Murder in the First (1994, USA)
In January 1939 Henri Young was one of four prisoners who took part in a failed attempt to escape from Alcatraz. This film purports to give a ‘fact-based’ account of his story.
It depicts him as an orphaned child who out of desperation steals $5 to care for his sister, and is then placed in Alcatraz to make up the numbers. After the unsuccessful escape bid, he is placed naked in a totally dark dungeon for three years, beaten regularly and, contrary to the rules that also set 19 days as the limit for solitary confinement, allowed only half an hour’s exercise each year.
On his eventual release from The Hole – cowed, stooped, barely-human and struggling to come to terms with light and people – he is met by the Associate Warden who slices through his Achilles to make sure he won’t attempt to run again. Within hours, the film suggests, he stabs one of his fellow escapees in the neck with a dining room spoon, killing him, after being told that the victim had informed on him. Not quite as disoriented as first thought, then.
His case is handed to a novice defence lawyer who, against all advice, puts Alcatraz’s treatment of Young on trial and gets him off the murder rap – and prompts an inquiry into the Alcatraz regime, resulting in the use of the dungeons being banned. As a courtroom drama with a prison regime also on trial, it’s stirring and effective, and Kevin Bacon puts in a terrific performance as Young – broken, frightened, autistic-like, and fatalistically negotiating a relationship with his attorney (Christian Slater) that meets both their needs.
But as a historical record, the film is apparently a big flop: Young was seemingly far from the non-violent guy he is portrayed as prior to arriving at Alcatraz, he was not managed in a dungeon, and indeed had been out under the normal regime for a year before he murdered the stoolie with knives he sharpened in the prison workshop. One can imagine that Alcatraz wasn’t the most comfortable of abodes, but in retelling Young’s story it seems that poetic licence may have been taken just a bit too far. Which is a shame, because it ultimately robs the film of much of its potency.
One appreciates that the images of Young emerging a savage from his three years of experiencing the worst brutality imaginable heighten the viewer’s emotional desire to see justice done, but it’s like shooting fish in a barrel; putting a prison on trial for what is a ‘normal’ response to an event like an attempted escape by a violent man who claims the prison did not cure him of his violence would make the more interesting debate.
Posted on May 16th, 2009 at 3:44 pm. Updated on August 21st, 2009 at 6:45 pm.
#186 in the Top 500 |
One Response to “Murder in the First (1994, USA)”
Surpasses GreenMile and Shawshank redemption.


PROBLEM:
From the line containing "screen is w=1024, h=683." onward, every line of the entries is to be set down exactly, the last line included.
-- MATERIAL PROVIDED follows --
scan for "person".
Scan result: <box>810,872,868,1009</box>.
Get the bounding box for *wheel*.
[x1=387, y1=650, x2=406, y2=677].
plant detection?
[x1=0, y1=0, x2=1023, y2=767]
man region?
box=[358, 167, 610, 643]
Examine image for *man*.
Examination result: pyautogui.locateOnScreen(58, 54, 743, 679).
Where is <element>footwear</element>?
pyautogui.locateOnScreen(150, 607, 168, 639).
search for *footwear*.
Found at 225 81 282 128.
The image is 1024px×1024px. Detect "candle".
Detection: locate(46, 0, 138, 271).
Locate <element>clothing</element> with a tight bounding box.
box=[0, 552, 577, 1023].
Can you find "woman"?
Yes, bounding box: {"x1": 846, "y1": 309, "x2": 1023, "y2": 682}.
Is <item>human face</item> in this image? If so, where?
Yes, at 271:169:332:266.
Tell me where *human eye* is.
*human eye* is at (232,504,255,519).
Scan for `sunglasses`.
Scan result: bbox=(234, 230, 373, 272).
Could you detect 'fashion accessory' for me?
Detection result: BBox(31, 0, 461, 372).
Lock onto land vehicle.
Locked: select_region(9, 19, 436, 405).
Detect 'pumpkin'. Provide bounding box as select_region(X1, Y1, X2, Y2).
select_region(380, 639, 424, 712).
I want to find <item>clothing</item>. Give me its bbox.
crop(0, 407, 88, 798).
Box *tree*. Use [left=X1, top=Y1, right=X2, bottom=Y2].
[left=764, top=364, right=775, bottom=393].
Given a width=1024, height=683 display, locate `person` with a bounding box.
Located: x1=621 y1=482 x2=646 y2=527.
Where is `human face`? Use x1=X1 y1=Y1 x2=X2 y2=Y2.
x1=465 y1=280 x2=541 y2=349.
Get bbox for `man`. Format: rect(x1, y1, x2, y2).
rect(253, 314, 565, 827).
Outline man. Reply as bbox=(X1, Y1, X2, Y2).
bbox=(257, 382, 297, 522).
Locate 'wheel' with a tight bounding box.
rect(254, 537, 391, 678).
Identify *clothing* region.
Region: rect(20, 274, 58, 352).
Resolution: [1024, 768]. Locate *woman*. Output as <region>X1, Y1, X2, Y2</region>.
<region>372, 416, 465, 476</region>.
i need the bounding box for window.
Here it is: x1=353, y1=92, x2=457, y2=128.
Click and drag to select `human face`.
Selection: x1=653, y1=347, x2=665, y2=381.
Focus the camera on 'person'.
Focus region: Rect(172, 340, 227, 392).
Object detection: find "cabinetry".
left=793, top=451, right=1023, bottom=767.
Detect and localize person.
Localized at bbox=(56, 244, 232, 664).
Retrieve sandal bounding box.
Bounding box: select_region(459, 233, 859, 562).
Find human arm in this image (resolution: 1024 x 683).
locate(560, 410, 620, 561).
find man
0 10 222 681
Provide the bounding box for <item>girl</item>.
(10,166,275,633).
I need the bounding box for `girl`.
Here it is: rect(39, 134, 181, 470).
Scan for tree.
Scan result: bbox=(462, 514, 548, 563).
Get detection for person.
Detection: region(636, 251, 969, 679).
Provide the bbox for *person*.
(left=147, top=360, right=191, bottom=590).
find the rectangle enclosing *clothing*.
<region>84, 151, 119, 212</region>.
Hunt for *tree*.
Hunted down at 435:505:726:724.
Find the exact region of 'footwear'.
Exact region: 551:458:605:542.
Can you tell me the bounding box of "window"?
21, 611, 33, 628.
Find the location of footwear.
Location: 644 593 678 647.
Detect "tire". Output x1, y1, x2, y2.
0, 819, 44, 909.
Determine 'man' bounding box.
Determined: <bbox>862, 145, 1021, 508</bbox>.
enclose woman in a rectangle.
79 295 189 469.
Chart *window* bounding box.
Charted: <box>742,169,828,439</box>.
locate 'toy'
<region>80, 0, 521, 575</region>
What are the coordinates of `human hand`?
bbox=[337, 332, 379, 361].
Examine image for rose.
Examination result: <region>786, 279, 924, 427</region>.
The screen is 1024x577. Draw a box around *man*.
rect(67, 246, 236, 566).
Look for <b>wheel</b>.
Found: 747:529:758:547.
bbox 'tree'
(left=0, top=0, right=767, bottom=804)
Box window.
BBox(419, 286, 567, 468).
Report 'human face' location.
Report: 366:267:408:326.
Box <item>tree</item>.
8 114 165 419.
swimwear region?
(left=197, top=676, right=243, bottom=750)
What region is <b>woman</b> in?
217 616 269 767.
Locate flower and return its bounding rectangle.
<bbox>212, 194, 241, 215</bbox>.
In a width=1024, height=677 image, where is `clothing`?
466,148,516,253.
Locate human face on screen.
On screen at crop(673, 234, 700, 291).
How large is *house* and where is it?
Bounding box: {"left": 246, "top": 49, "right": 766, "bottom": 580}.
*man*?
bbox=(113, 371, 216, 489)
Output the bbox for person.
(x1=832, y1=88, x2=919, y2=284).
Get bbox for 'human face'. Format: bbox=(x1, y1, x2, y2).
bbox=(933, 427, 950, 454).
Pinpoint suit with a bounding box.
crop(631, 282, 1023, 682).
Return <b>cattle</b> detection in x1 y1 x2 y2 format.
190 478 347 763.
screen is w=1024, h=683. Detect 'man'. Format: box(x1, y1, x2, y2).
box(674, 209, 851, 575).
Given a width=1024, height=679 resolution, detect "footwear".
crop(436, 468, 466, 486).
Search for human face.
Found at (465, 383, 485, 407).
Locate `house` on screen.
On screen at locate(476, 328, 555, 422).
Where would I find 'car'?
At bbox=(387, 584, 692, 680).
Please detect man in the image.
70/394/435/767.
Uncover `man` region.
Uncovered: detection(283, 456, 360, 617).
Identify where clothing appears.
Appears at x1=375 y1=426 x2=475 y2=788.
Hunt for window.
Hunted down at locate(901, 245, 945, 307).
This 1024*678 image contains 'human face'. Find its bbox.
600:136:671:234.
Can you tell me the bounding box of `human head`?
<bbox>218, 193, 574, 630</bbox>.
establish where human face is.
-- MATERIAL PROVIDED concluded --
WORKED SOLUTION:
screen is w=1024, h=683. Detect 'man'. Format: box(x1, y1, x2, y2).
box(674, 209, 851, 575).
Given a width=1024, height=679 resolution, detect "footwear".
crop(436, 468, 466, 486).
Search for human face.
Found at (465, 383, 485, 407).
Locate `house` on screen.
On screen at locate(476, 328, 555, 422).
Where would I find 'car'?
At bbox=(387, 584, 692, 680).
Please detect man in the image.
70/394/435/767.
Uncover `man` region.
Uncovered: detection(283, 456, 360, 617).
Identify where clothing appears.
Appears at x1=375 y1=426 x2=475 y2=788.
Hunt for window.
Hunted down at locate(901, 245, 945, 307).
This 1024*678 image contains 'human face'. Find its bbox.
600:136:671:234.
Can you tell me the bounding box of `human head`?
<bbox>218, 193, 574, 630</bbox>.
establish where human face is.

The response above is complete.